End hunger and make the transition to sustainable agricultural & food systems. (FAO)
  
Improving agricultural and food systems is essential for a world with healthier people and healthier ecosystems. Healthy and productive lives cannot be achieved unless “all people at all times have physical, social and economic access to sufficient, safe and nutritious food which meets their dietary needs and food preferences for an active and healthy life” (FAO, 1996).
  
Healthy ecosystems must be resilient and productive, and provide the goods and services needed to meet current societal needs and desires without jeopardizing the options for future generations to benefit from the full range of goods and services provided by terrestrial, aquatic and marine ecosystems.
  
There are very strong linkages between the conditions to achieve universal food security and nutrition, responsible environmental stewardship and greater fairness in food management. They intersect in agricultural and food systems at the global, national and local levels. To emphasize these links, FAO has three main messages for the Rio+20 summit:
  
1. The Rio vision of sustainable development cannot be realized unless hunger and malnutrition are eradicated.
  
2. The Rio vision requires that both food consumption and production systems achieve more with less.
  
3. The transition to a sustainable future requires fundamental changes in the governance of food and agriculture and an equitable distribution of the transition costs and benefits.
  
FAO believes that the Rio vision will remain unfulfilled as long as hunger and malnutrition persist. The sustainable management of agriculture and food systems is key to a sustainable future. Sound policies are needed to create the incentives and capacities for sustainable consumption and production and to enable consumers and producers to make sustainable choices.
  
National governments and other stakeholders need to:
  
1. Establish and protect rights to resources, especially for the most vulnerable;
  
2. Incorporate incentives for sustainable consumption and production into food systems;
  
3. Promote fair and well-functioning agricultural and food markets;
  
4. Reduce risk and increase the resilience of the most vulnerable; and 5. Invest public resources in essential public goods, including innovation and infrastructure.
  
To achieve the future we want – a world without hunger and with sustainable development – FAO calls on the Rio+20 participants to make the following six commitments:
  
1. Accelerate the pace of reducing hunger and malnutrition with a view to eradicating these in the near future.
  
2. Use the Voluntary Guidelines to Support the Progressive Realization of the Right to Adequate Food in the Context of National Food Security and the Voluntary Guidelines on the Responsible Governance of Tenure of Land, Fisheries and Forests in the Context of National Food Security as the overarching frameworks for achieving food security and equitable sustainable development.
  
3. Support the efforts of all stakeholders working in food and agriculture, especially in developing and least-developed countries, to implement technical and policy approaches to agricultural development that integrate food security and environmental objectives.
  
4. Ensure an equitable distribution of costs and benefits from the transition to sustainable agricultural consumption and production, and that people’s livelihoods and access to resources are protected.
  
5. Adopt integrated approaches to managing multiple objectives and linking financing sources for achieving sustainable agricultural and food systems.
  
6. Implement governance reforms based on the principles of transparency, participation and accountability to ensure policies are carried out and commitments are fulfilled.
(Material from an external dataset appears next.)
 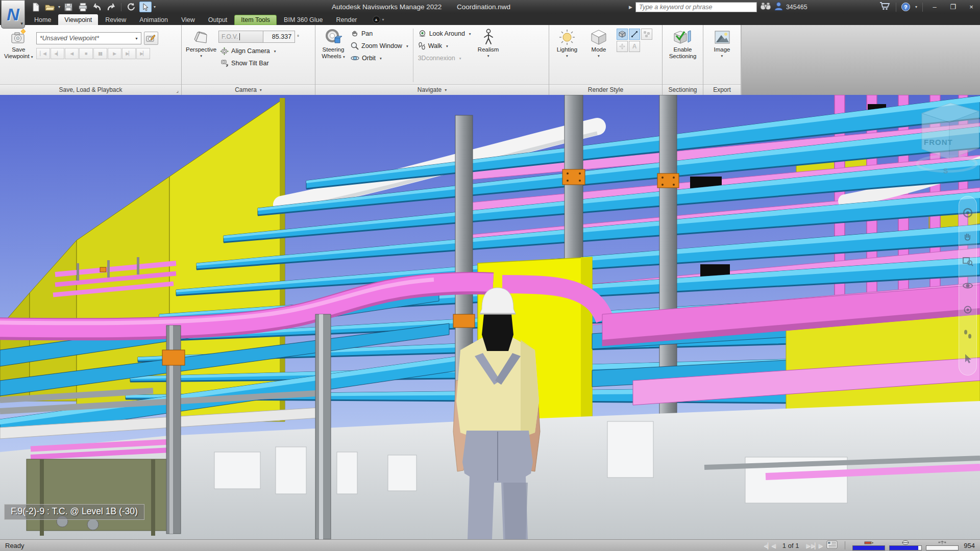 What do you see at coordinates (599, 49) in the screenshot?
I see `mode-label: Mode` at bounding box center [599, 49].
The Committee on World Food Security can serve as a model for these reforms.
  
Asia Pacific Rio+20 declaration - Asia-Pacific Research Network
  
We, civil society representatives from around Asia Pacific gathered in Hanoi twenty years after the first Earth Summit in 1992 fully aware that the world is farther than ever from reaching the goals of sustainable development.
  
Our world today is locked in environmental, social, political, economic, and environmental crises. Resource depletion and biodiversity loss continue at very rapid rates. Air and water pollution from agro-chemical and industrial processes continue to cause serious economic, social, and health problems. Greenhouse gas emissions continue to rise, causing dangerous climate change.
  
Rio+20 should learn from the failure of the prevailing system of development multiple crises that our planet finds itself in. We know this system to be one where economic and natural resources are used to accumulate wealth for the few who control them rather than serve the common good of society; a system based on the unrestricted exploitation of the poor, women and the environment for corporate profits; a system where a few powerful countries write the rules of global trade, finance, and environmental action in the interest of their corporations and banks, harming the environment and peoples in the South. We know it to be a failed system from which we need to break. We need system change.
  
Reclaiming Rights at Rio: CSO Consultation to the African Agenda in the Rio+20 Summit
  
We, representatives of organizations from more than 15 countries in Africa comprised of small farmers, youth groups, fisherfolk, indigenous peoples, women, labour, environmentalists, faith-based organizations, local authorities and NGOs from African Civil Society met from May 30 to 31, 2012 for a CSO Consultation to the African Agenda in the Rio+20 Summit in Nairobi, Kenya.
  
This year marks two decades since the Earth Summit declaration which recognized the need to change the unequal and unsustainable character of dominant development patterns and set down commonly accepted principles of sustainable development grounded on human rights, and a long-term action plan (Agenda 21) that was to be implemented by multilateral bodies, states and non-state entities at the global, national, and local levels.
  
We are aware that 20 years hence, the world is nowhere near its acclaimed goals of achieving sustainable development. The multiple crises on finance, food, climate and energy and failure in governance have resulted in further misery and poverty to the world’s peoples as a dominant few countries and people continue to control and own global resources to suit profit and corporate-driven interests.
  
Over half of total global income are owned by the 10% of the world’s richest people, even as 2.5 billion people in the South live on less than $2 a day. People in wealthy countries with unsustainable development consumption patterns consume as much as ten times more natural resources as those in poorer countries, while in the South, 1 billion are hungry, 1.6 billion have no access to electricity, and almost 800 millions have no access to clean water and 2.5 billion people remain without improved sanitation.
  
Resource depletion and biodiversity loss continue at very rapid rates. Air and water pollution from agro-chemical and industrial processes, including mining and other extractive industries continue to cause serious economic, social, and health problems. Greenhouse gas emissions continue to rise, threatening dangerous climate change.
  
Worst affected are the poor in the South, especially here in Africa, who did little in causing them.
  
Even as African economies struggled to recover from the 2008 financial crisis as commodity prices rose and export revenues returned to pre-crisis levels, the continent’s growth in 2011 fell from 4.6 per cent in 2010 to 2.7 per cent. Africa lags behind on most of Millennium Development Goal Indicators. Unemployment, particularly among youth, remain high, while income inequalities have widened.